Wednesday, Jan 17, 2007
Opinion  XML
email this
print this

Court order shows how deeply DOT rot permeates

“ABSURD,” the word chosen by the unanimous S.C. Supreme Court, is a good description of the interpretation legislators dreamed up when they decided to thumb their noses at the law they wrote limiting transportation commissioners to “one consecutive term.”

“Arrogant,” “out-of-control,” “presumptuous” and, of course, “wasteful” would be good descriptions of the Transportation Commission itself, which voted last year to squander tax dollars defending the legislative abuses that the court so summarily rejected last week.

All that makes “naive” or “ludicrous” or perhaps “outrageous” beyond words” rather good descriptions of the very idea that the Legislature can transform the Transportation Department by nipping around the edges, particularly if that nipping retains an appointment role for these same law-defying legislators.

It’s getting hard to keep up with all the outrages at the Transportation Department, so a recap is in order: In 1993, the last time the Legislature pretended to reform the state’s least accountable agency, it passed a law that prohibited lawmakers from appointing a commissioner for “more than one consecutive term.”

It took less than a decade for some lawmakers to start ignoring that law, and by 2005 half the district commissioners were serving a second consecutive term.

This absurdity very likely would have spread to the entire board had Greenville good-government gadfly Ned Sloan not launched another of his famous lawsuits, this one asking simply that the Legislature either obey the law as written or else change it. The lawsuit named the three illegal commissioners as defendants, but its target clearly was the Legislature; it just as clearly was not the Transportation Department or the board itself, which had no say in whom legislators appointed.

But members of the Transportation Commission, like members of its predecessor Highway Commission, have been more mindful of their own petty prerogatives than the taxpayers’ money, and visions of their own lifetime appointments no doubt danced in the heads of even the three serving legally. So our profligate, self-serving transportation commissioners voted to use public money to defend the three individuals Mr. Sloan sought to have removed from among them.

Meanwhile, over at the State House, some legislators were defending their illegal appointments by claiming, with straight faces, that “one consecutive term” actually means two terms in a row. That’s the defense that the high court appropriately called “absurd.” In addition to referring legislators to the dictionary, the court suggested that anyone who read the statute that way would have to argue that governors could serve three consecutive terms, since the constitution limits them to “two successive terms.”

It is against that backdrop that we hear a growing chorus of legislators insisting that, yes, of course, they intend to reform the Transportation Department — as long as they get to define “reform” in much the same way they defined “consecutive.”

The Transportation Department has been a political playground for decades, infested with a pervasive cultural rot that has survived at least one half-hearted attempt at reform, and surely will survive another. Anything less than actual reform — which at a minimum means it is accountable to the governor and individual legislators can no longer secretly pull strings as a matter of course — is a complete and total waste of time, and a fraud upon the public.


THE PROBLEM
All entries are to be printed again exactly, with their images omitted.

Stored items:
----

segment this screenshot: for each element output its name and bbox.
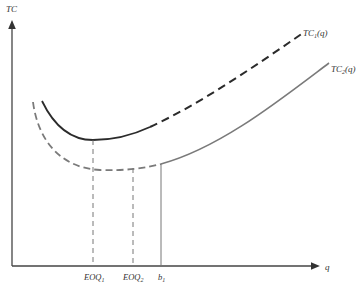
tc1-curve-solid bbox=[42, 101, 150, 140]
total-cost-diagram: TC q EOQ1 EOQ2 b1 TC1(q) TC2(q) bbox=[0, 0, 358, 292]
eoq1-label: EOQ1 bbox=[83, 272, 104, 283]
x-axis-label: q bbox=[325, 262, 330, 272]
y-axis-label: TC bbox=[6, 4, 18, 14]
tc2-curve-dashed bbox=[33, 102, 161, 170]
tc1-label: TC1(q) bbox=[303, 28, 328, 39]
tc2-curve-solid bbox=[161, 63, 329, 164]
b1-label: b1 bbox=[158, 272, 165, 283]
tc1-curve-dashed bbox=[150, 33, 303, 127]
tc2-label: TC2(q) bbox=[331, 64, 356, 75]
eoq2-label: EOQ2 bbox=[122, 272, 143, 283]
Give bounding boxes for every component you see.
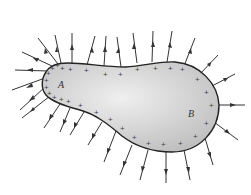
svg-text:+: + (193, 132, 198, 141)
svg-text:+: + (146, 139, 151, 148)
label-point-b: B (188, 108, 194, 119)
svg-text:+: + (103, 70, 108, 79)
svg-text:+: + (118, 70, 123, 79)
svg-text:+: + (78, 101, 83, 110)
svg-text:+: + (178, 139, 183, 148)
svg-text:+: + (209, 101, 214, 110)
svg-text:+: + (180, 65, 185, 74)
svg-text:+: + (161, 140, 166, 149)
svg-text:+: + (59, 95, 64, 104)
svg-text:+: + (68, 65, 73, 74)
svg-text:+: + (94, 108, 99, 117)
charged-conductor-diagram: + + + + + + + + + + + + + + + + + + + + … (0, 0, 251, 195)
svg-text:+: + (60, 64, 65, 73)
svg-text:+: + (132, 133, 137, 142)
svg-text:+: + (153, 64, 158, 73)
svg-text:+: + (195, 75, 200, 84)
svg-text:+: + (168, 64, 173, 73)
svg-text:+: + (135, 65, 140, 74)
svg-text:+: + (52, 93, 57, 102)
svg-text:+: + (120, 124, 125, 133)
svg-text:+: + (84, 66, 89, 75)
label-point-a: A (57, 79, 65, 90)
svg-text:+: + (66, 97, 71, 106)
svg-text:+: + (204, 88, 209, 97)
svg-text:+: + (204, 119, 209, 128)
svg-text:+: + (108, 115, 113, 124)
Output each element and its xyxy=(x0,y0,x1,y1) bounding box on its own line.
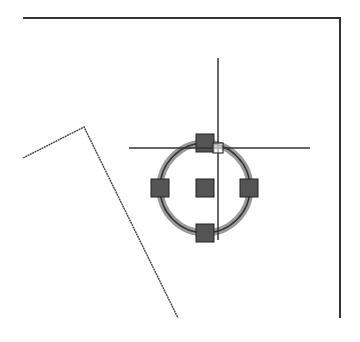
pickbox-icon xyxy=(213,143,223,153)
grip-group xyxy=(151,134,258,242)
grip-quadrant-right[interactable] xyxy=(240,179,258,197)
drawing-canvas[interactable] xyxy=(0,0,360,342)
grip-quadrant-left[interactable] xyxy=(151,179,169,197)
border-polyline[interactable] xyxy=(23,18,340,318)
slanted-polyline[interactable] xyxy=(23,127,178,318)
grip-center[interactable] xyxy=(196,179,214,197)
crosshair-cursor xyxy=(129,58,310,240)
grip-quadrant-top[interactable] xyxy=(196,134,214,152)
grip-quadrant-bottom[interactable] xyxy=(196,224,214,242)
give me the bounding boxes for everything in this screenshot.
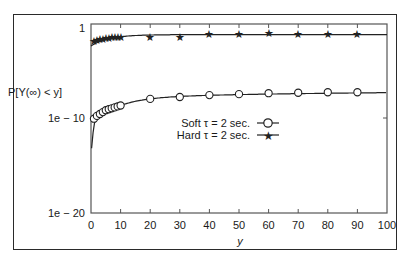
soft-data-point (147, 95, 154, 102)
hard-data-point: ★ (204, 28, 214, 40)
hard-data-point: ★ (293, 28, 303, 40)
hard-data-point: ★ (264, 27, 274, 39)
soft-data-point (235, 91, 242, 98)
y-tick-label: 1e − 20 (48, 207, 85, 219)
x-tick-label: 100 (378, 219, 396, 231)
hard-data-point: ★ (145, 31, 155, 43)
x-tick-label: 90 (351, 219, 363, 231)
x-axis-label: y (236, 235, 244, 247)
circle-marker-icon (264, 119, 272, 127)
data-points: ★★★★★★★★★★★★★★★★★★ (89, 27, 362, 123)
x-tick-label: 0 (88, 219, 94, 231)
x-tick-label: 70 (292, 219, 304, 231)
soft-data-point (265, 90, 272, 97)
star-marker-icon: ★ (263, 129, 274, 143)
hard-data-point: ★ (116, 31, 126, 43)
soft-data-point (354, 89, 361, 96)
hard-data-point: ★ (234, 28, 244, 40)
x-tick-label: 60 (262, 219, 274, 231)
soft-data-point (324, 89, 331, 96)
hard-data-point: ★ (323, 28, 333, 40)
x-tick-label: 30 (174, 219, 186, 231)
soft-data-point (206, 91, 213, 98)
x-tick-label: 20 (144, 219, 156, 231)
y-tick-label: 1e − 10 (48, 112, 85, 124)
x-tick-label: 10 (114, 219, 126, 231)
x-tick-label: 40 (203, 219, 215, 231)
y-axis-label: P[Y(∞) < y] (8, 86, 62, 98)
hard-data-point: ★ (352, 28, 362, 40)
legend-soft-label: Soft τ = 2 sec. (181, 117, 250, 129)
chart-svg: 0102030405060708090100 11e − 101e − 20 P… (0, 0, 408, 263)
legend-hard-label: Hard τ = 2 sec. (177, 129, 250, 141)
soft-data-point (295, 89, 302, 96)
soft-data-point (176, 93, 183, 100)
y-tick-label: 1 (79, 22, 85, 34)
x-tick-label: 50 (233, 219, 245, 231)
legend: Soft τ = 2 sec. Hard τ = 2 sec. ★ (177, 117, 279, 143)
x-tick-label: 80 (322, 219, 334, 231)
soft-data-point (117, 102, 124, 109)
hard-data-point: ★ (175, 31, 185, 43)
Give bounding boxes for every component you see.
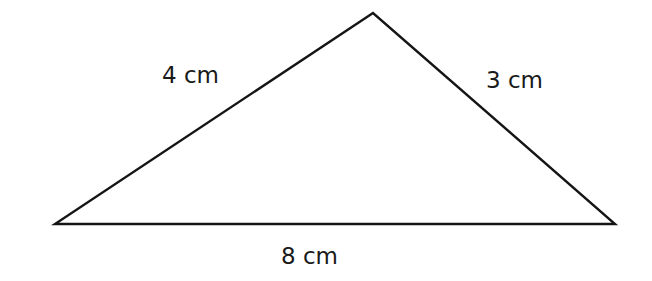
base-label: 8 cm [281, 243, 338, 269]
left-side-label: 4 cm [162, 62, 219, 88]
right-side-label: 3 cm [486, 67, 543, 93]
triangle-shape [55, 13, 615, 224]
triangle-diagram: 4 cm 3 cm 8 cm [0, 0, 652, 281]
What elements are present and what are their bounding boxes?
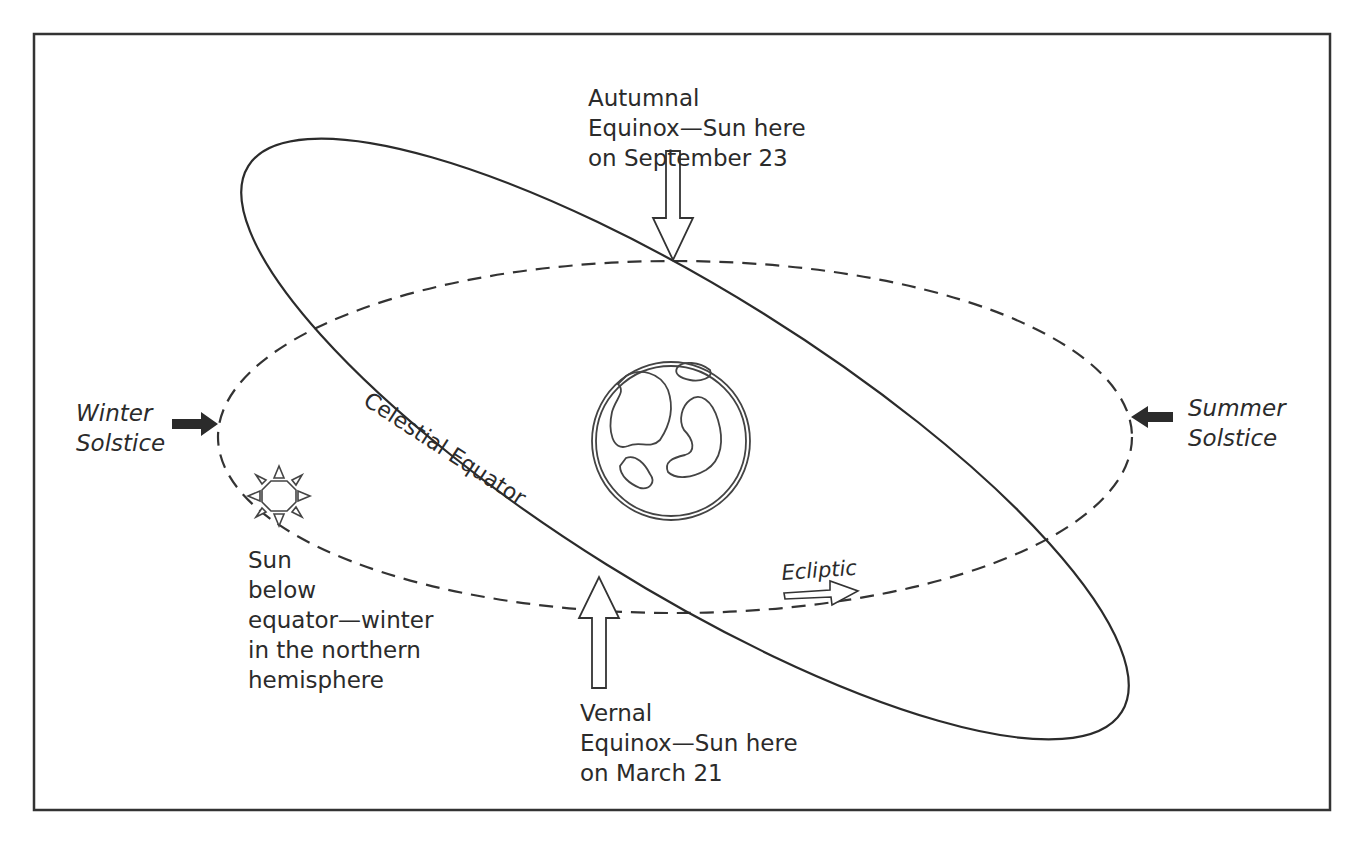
autumnal-equinox-label: Autumnal Equinox—Sun here on September 2… xyxy=(588,83,806,173)
vernal-line-2: Equinox—Sun here xyxy=(580,728,798,758)
vernal-line-1: Vernal xyxy=(580,698,798,728)
summer-line-2: Solstice xyxy=(1188,423,1286,453)
earth-globe-icon xyxy=(592,362,750,520)
winter-line-2: Solstice xyxy=(76,428,165,458)
summer-solstice-label: Summer Solstice xyxy=(1188,393,1286,453)
sun-note-line-5: hemisphere xyxy=(248,665,433,695)
sun-note-line-4: in the northern xyxy=(248,635,433,665)
autumnal-line-1: Autumnal xyxy=(588,83,806,113)
vernal-line-3: on March 21 xyxy=(580,758,798,788)
sun-note-line-3: equator—winter xyxy=(248,605,433,635)
ecliptic-direction-arrow-icon xyxy=(784,581,858,605)
vernal-equinox-arrow-icon xyxy=(579,577,619,688)
sun-note-line-1: Sun xyxy=(248,545,433,575)
vernal-equinox-label: Vernal Equinox—Sun here on March 21 xyxy=(580,698,798,788)
sun-note-label: Sun below equator—winter in the northern… xyxy=(248,545,433,695)
summer-solstice-arrow-icon xyxy=(1131,406,1173,428)
autumnal-line-2: Equinox—Sun here xyxy=(588,113,806,143)
summer-line-1: Summer xyxy=(1188,393,1286,423)
autumnal-line-3: on September 23 xyxy=(588,143,806,173)
winter-line-1: Winter xyxy=(76,398,165,428)
celestial-equator-label: Celestial Equator xyxy=(359,387,531,511)
sun-icon xyxy=(248,466,310,526)
winter-solstice-label: Winter Solstice xyxy=(76,398,165,458)
winter-solstice-arrow-icon xyxy=(172,412,218,436)
ecliptic-label: Ecliptic xyxy=(781,556,858,585)
sun-note-line-2: below xyxy=(248,575,433,605)
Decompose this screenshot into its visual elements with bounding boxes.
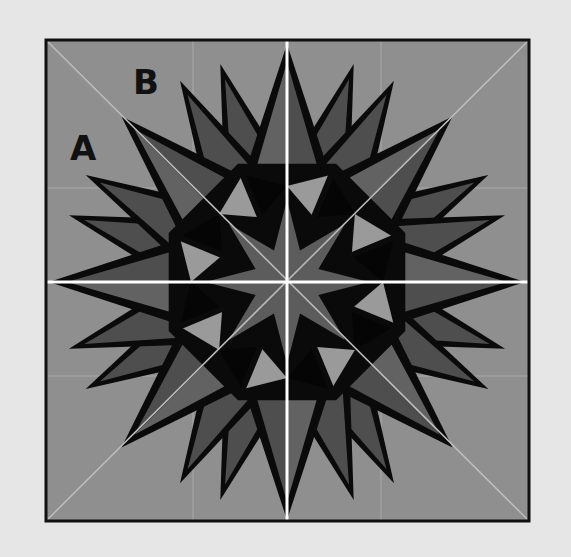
piece-label-a: A bbox=[70, 131, 96, 165]
seam-lines bbox=[46, 40, 529, 521]
piece-label-b: B bbox=[133, 65, 159, 99]
star-quilt-diagram bbox=[0, 0, 571, 557]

----

WRITTEN RESPONSE
segment this screenshot: for each element output its name and bbox.
tc1-curve-solid bbox=[42, 101, 150, 140]
total-cost-diagram: TC q EOQ1 EOQ2 b1 TC1(q) TC2(q) bbox=[0, 0, 358, 292]
eoq1-label: EOQ1 bbox=[83, 272, 104, 283]
x-axis-label: q bbox=[325, 262, 330, 272]
y-axis-label: TC bbox=[6, 4, 18, 14]
tc2-curve-dashed bbox=[33, 102, 161, 170]
tc1-label: TC1(q) bbox=[303, 28, 328, 39]
tc2-curve-solid bbox=[161, 63, 329, 164]
b1-label: b1 bbox=[158, 272, 165, 283]
tc1-curve-dashed bbox=[150, 33, 303, 127]
tc2-label: TC2(q) bbox=[331, 64, 356, 75]
eoq2-label: EOQ2 bbox=[122, 272, 143, 283]
Give bounding boxes for every component you see.
svg-text:+: + (193, 132, 198, 141)
svg-text:+: + (146, 139, 151, 148)
label-point-b: B (188, 108, 194, 119)
svg-text:+: + (103, 70, 108, 79)
svg-text:+: + (118, 70, 123, 79)
svg-text:+: + (78, 101, 83, 110)
svg-text:+: + (178, 139, 183, 148)
svg-text:+: + (209, 101, 214, 110)
svg-text:+: + (180, 65, 185, 74)
svg-text:+: + (161, 140, 166, 149)
svg-text:+: + (59, 95, 64, 104)
svg-text:+: + (68, 65, 73, 74)
svg-text:+: + (94, 108, 99, 117)
charged-conductor-diagram: + + + + + + + + + + + + + + + + + + + + … (0, 0, 251, 195)
svg-text:+: + (60, 64, 65, 73)
svg-text:+: + (132, 133, 137, 142)
svg-text:+: + (153, 64, 158, 73)
svg-text:+: + (195, 75, 200, 84)
svg-text:+: + (168, 64, 173, 73)
svg-text:+: + (135, 65, 140, 74)
svg-text:+: + (52, 93, 57, 102)
svg-text:+: + (120, 124, 125, 133)
svg-text:+: + (84, 66, 89, 75)
label-point-a: A (57, 79, 65, 90)
svg-text:+: + (66, 97, 71, 106)
svg-text:+: + (204, 88, 209, 97)
svg-text:+: + (204, 119, 209, 128)
svg-text:+: + (108, 115, 113, 124)
Output each element and its xyxy=(x0,y0,x1,y1) bounding box on its own line.
pickbox-icon xyxy=(213,143,223,153)
grip-group xyxy=(151,134,258,242)
grip-quadrant-right[interactable] xyxy=(240,179,258,197)
drawing-canvas[interactable] xyxy=(0,0,360,342)
grip-quadrant-left[interactable] xyxy=(151,179,169,197)
border-polyline[interactable] xyxy=(23,18,340,318)
slanted-polyline[interactable] xyxy=(23,127,178,318)
grip-center[interactable] xyxy=(196,179,214,197)
crosshair-cursor xyxy=(129,58,310,240)
grip-quadrant-top[interactable] xyxy=(196,134,214,152)
grip-quadrant-bottom[interactable] xyxy=(196,224,214,242)
give me the bounding boxes for everything in this screenshot.
soft-data-point (147, 95, 154, 102)
hard-data-point: ★ (204, 28, 214, 40)
hard-data-point: ★ (293, 28, 303, 40)
hard-data-point: ★ (264, 27, 274, 39)
soft-data-point (235, 91, 242, 98)
y-tick-label: 1e − 20 (48, 207, 85, 219)
x-tick-label: 100 (378, 219, 396, 231)
hard-data-point: ★ (145, 31, 155, 43)
x-tick-label: 90 (351, 219, 363, 231)
x-axis-label: y (236, 235, 244, 247)
circle-marker-icon (264, 119, 272, 127)
data-points: ★★★★★★★★★★★★★★★★★★ (89, 27, 362, 123)
x-tick-label: 0 (88, 219, 94, 231)
x-tick-label: 70 (292, 219, 304, 231)
soft-data-point (265, 90, 272, 97)
star-marker-icon: ★ (263, 129, 274, 143)
hard-data-point: ★ (116, 31, 126, 43)
soft-data-point (354, 89, 361, 96)
hard-data-point: ★ (234, 28, 244, 40)
x-tick-label: 60 (262, 219, 274, 231)
soft-data-point (324, 89, 331, 96)
hard-data-point: ★ (323, 28, 333, 40)
x-tick-label: 30 (174, 219, 186, 231)
soft-data-point (206, 91, 213, 98)
x-tick-label: 20 (144, 219, 156, 231)
y-tick-label: 1e − 10 (48, 112, 85, 124)
x-tick-label: 10 (114, 219, 126, 231)
x-tick-label: 40 (203, 219, 215, 231)
y-axis-label: P[Y(∞) < y] (8, 86, 62, 98)
hard-data-point: ★ (352, 28, 362, 40)
legend-soft-label: Soft τ = 2 sec. (181, 117, 250, 129)
chart-svg: 0102030405060708090100 11e − 101e − 20 P… (0, 0, 408, 263)
legend-hard-label: Hard τ = 2 sec. (177, 129, 250, 141)
soft-data-point (295, 89, 302, 96)
soft-data-point (176, 93, 183, 100)
y-tick-label: 1 (79, 22, 85, 34)
x-tick-label: 50 (233, 219, 245, 231)
legend: Soft τ = 2 sec. Hard τ = 2 sec. ★ (177, 117, 279, 143)
x-tick-label: 80 (322, 219, 334, 231)
soft-data-point (117, 102, 124, 109)
hard-data-point: ★ (175, 31, 185, 43)
Give bounding boxes for every component you see.
base-label: 8 cm [281, 243, 338, 269]
left-side-label: 4 cm [162, 62, 219, 88]
right-side-label: 3 cm [486, 67, 543, 93]
triangle-shape [55, 13, 615, 224]
triangle-diagram: 4 cm 3 cm 8 cm [0, 0, 652, 281]
What elements are present and what are their bounding boxes?
autumnal-equinox-label: Autumnal Equinox—Sun here on September 2… xyxy=(588,83,806,173)
vernal-line-2: Equinox—Sun here xyxy=(580,728,798,758)
vernal-line-1: Vernal xyxy=(580,698,798,728)
summer-line-2: Solstice xyxy=(1188,423,1286,453)
earth-globe-icon xyxy=(592,362,750,520)
winter-line-2: Solstice xyxy=(76,428,165,458)
summer-solstice-label: Summer Solstice xyxy=(1188,393,1286,453)
sun-note-line-5: hemisphere xyxy=(248,665,433,695)
sun-note-line-4: in the northern xyxy=(248,635,433,665)
autumnal-line-1: Autumnal xyxy=(588,83,806,113)
vernal-line-3: on March 21 xyxy=(580,758,798,788)
sun-note-line-3: equator—winter xyxy=(248,605,433,635)
ecliptic-direction-arrow-icon xyxy=(784,581,858,605)
vernal-equinox-arrow-icon xyxy=(579,577,619,688)
sun-note-line-1: Sun xyxy=(248,545,433,575)
vernal-equinox-label: Vernal Equinox—Sun here on March 21 xyxy=(580,698,798,788)
sun-note-label: Sun below equator—winter in the northern… xyxy=(248,545,433,695)
summer-solstice-arrow-icon xyxy=(1131,406,1173,428)
autumnal-line-2: Equinox—Sun here xyxy=(588,113,806,143)
summer-line-1: Summer xyxy=(1188,393,1286,423)
autumnal-line-3: on September 23 xyxy=(588,143,806,173)
winter-line-1: Winter xyxy=(76,398,165,428)
celestial-equator-label: Celestial Equator xyxy=(359,387,531,511)
sun-icon xyxy=(248,466,310,526)
winter-solstice-label: Winter Solstice xyxy=(76,398,165,458)
winter-solstice-arrow-icon xyxy=(172,412,218,436)
ecliptic-label: Ecliptic xyxy=(781,556,858,585)
sun-note-line-2: below xyxy=(248,575,433,605)
Decompose this screenshot into its visual elements with bounding boxes.
piece-label-a: A bbox=[70, 131, 96, 165]
seam-lines bbox=[46, 40, 529, 521]
piece-label-b: B bbox=[133, 65, 159, 99]
star-quilt-diagram bbox=[0, 0, 571, 557]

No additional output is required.